The Courier & Advertiser (Fife Edition)

McInally’s confidence in new capital regime

- Twitter: @C_SScott

Edinburgh now are “night and day” in comparison to 12 months ago, believes Stuart McInally, and are ready to crack Glasgow’s 10-game unbeaten record in the Guinness PRO14 in the 1872 Cup on Saturday.

The converted hooker has unquestion­ably been one of the major success stories of Richard Cockerill’s new regime at the capital club, playing some of his best form since moving from the back row, and in all of Scotland’s three Autumn Tests.

He got that break because his opposite number at Glasgow, Fraser Brown, was injured however, and the two will lock horns in one of the many head-to-heads in the festive derbies that could have a bearing on Six Nations selection.

But McInally first and foremost thinks he’s benefiting from the change in attitude and atmosphere at the club.

“Where we are this year, compared to where we were at this time last year, is like night and day,” he said.

“It feels like a new club. Everyone is working harder and the standards are higher and you just feel like we have got a good foundation now to grow the club from.

“It is part of the reason I decided to stay for another two years and I am very confident about the future – we are not going to win the league this year, but that is OK, we are really starting to grow.”

For himself, he feels he is now comfortabl­e in the position after taking time to adjust to the switch.

“I just feel more comfortabl­e at hooker now, it is not new any more.
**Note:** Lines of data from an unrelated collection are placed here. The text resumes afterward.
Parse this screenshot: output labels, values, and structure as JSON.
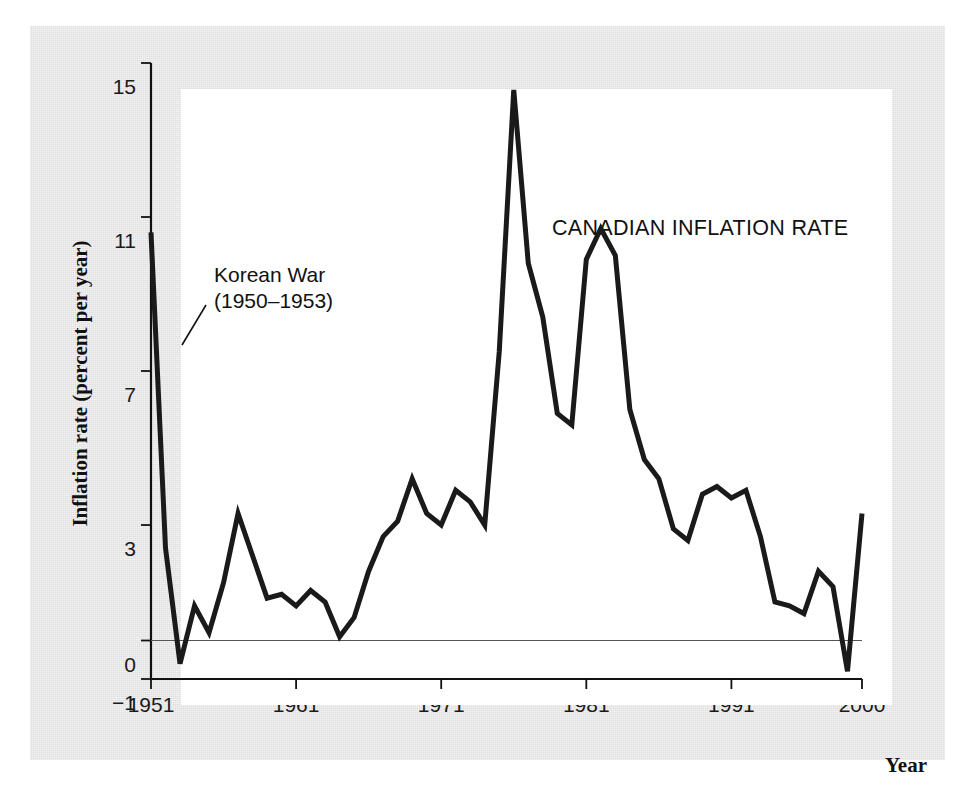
{
  "figure": {
    "panel_bg": "#e3e3e3",
    "plot_bg": "#ffffff",
    "line_color": "#1a1a1a"
  },
  "axes": {
    "ylabel": "Inflation rate (percent per year)",
    "xlabel": "Year",
    "yticks": [
      "15",
      "11",
      "7",
      "3",
      "0",
      "−1"
    ],
    "ytick_values": [
      15,
      11,
      7,
      3,
      0,
      -1
    ],
    "xticks": [
      "1951",
      "1961",
      "1971",
      "1981",
      "1991",
      "2000"
    ],
    "xtick_values": [
      1951,
      1961,
      1971,
      1981,
      1991,
      2000
    ]
  },
  "series_title": "CANADIAN INFLATION RATE",
  "annotation": {
    "line1": "Korean War",
    "line2": "(1950–1953)"
  },
  "chart_data": {
    "type": "line",
    "title": "CANADIAN INFLATION RATE",
    "xlabel": "Year",
    "ylabel": "Inflation rate (percent per year)",
    "xlim": [
      1951,
      2000
    ],
    "ylim": [
      -1,
      15
    ],
    "grid": false,
    "legend": "none",
    "zero_line": true,
    "annotations": [
      {
        "text": "Korean War (1950–1953)",
        "x": 1952,
        "y": 9.0
      }
    ],
    "x": [
      1951,
      1952,
      1953,
      1954,
      1955,
      1956,
      1957,
      1958,
      1959,
      1960,
      1961,
      1962,
      1963,
      1964,
      1965,
      1966,
      1967,
      1968,
      1969,
      1970,
      1971,
      1972,
      1973,
      1974,
      1975,
      1976,
      1977,
      1978,
      1979,
      1980,
      1981,
      1982,
      1983,
      1984,
      1985,
      1986,
      1987,
      1988,
      1989,
      1990,
      1991,
      1992,
      1993,
      1994,
      1995,
      1996,
      1997,
      1998,
      1999,
      2000
    ],
    "y": [
      10.6,
      2.4,
      -0.6,
      0.9,
      0.2,
      1.5,
      3.3,
      2.2,
      1.1,
      1.2,
      0.9,
      1.3,
      1.0,
      0.1,
      0.6,
      1.8,
      2.7,
      3.1,
      4.2,
      3.3,
      3.0,
      3.9,
      3.6,
      3.0,
      7.5,
      14.3,
      9.8,
      8.4,
      5.9,
      5.6,
      9.9,
      10.7,
      10.0,
      6.0,
      4.7,
      4.2,
      2.9,
      2.6,
      3.8,
      4.0,
      3.7,
      3.9,
      2.7,
      1.0,
      0.9,
      0.7,
      1.8,
      1.4,
      -0.8,
      3.3
    ]
  }
}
My scrummagin­g has improved and my problem solving.

“When there was a problem in the scrum in the early years I wasn’t sure what was going on, but I would just know that we were going backwards and my face was getting dragged in the mud.

“Now Cockers has helped a lot with that just in terms of what I feel from the left or the right and what adjustment­s I have to make with my two props to counter that, so problem solving is better.

“I was always told that it would take time, but I still wanted it all to come together immediatel­y.

“Looking back I now know I needed all the experience­s.”

Facing up to Brown, who captained him when they were in the Scotland Under-20s team, is something he’s looking forward to, but he doesn’t want to make it a man-on-man battle.

“Fraser is a brilliant player, but look I try not to get caught up too much in individual battles, you are desperate to go out there and be better than your opposite man no matter who it is and training during the week is more about getting the detail right.

“In these big derby games the emotion just comes. Every team is desperate to end their record. They have had really good results in the league and have set the benchmark, but we want to be the ones to knock them off their perch.”

McInally certainly knows what kind of style the Warriors play, as the Scotland team he was part of in the autumn played the same fast-tempo game.

“The last couple of years it is the same coaching team with Gregor (Townsend), Dan (McFarland) and Matt (Taylor) they have picked up from Glasgow and popped it into Scotland. It was successful for Glasgow, and I’ve enjoyed playing that way in the Scotland squad.

“We have done a lot of work already on Glasgow this week, so we know what to expect and the guys who were in Scotland camp know what goes through their heads at certain times, so we are as prepared as we can be.

“We have been successful with mauling against them and we will try and use that as a weapon, but it won’t just be up the guts all the time.

“We will try and play the way we have played in the last couple of weeks. We will not change anything, just back our form.”

 ??  ?? Stuart McInally: head-to-head with Scotland rival Fraser Brown.
Stuart McInally: head-to-head with Scotland rival Fraser Brown.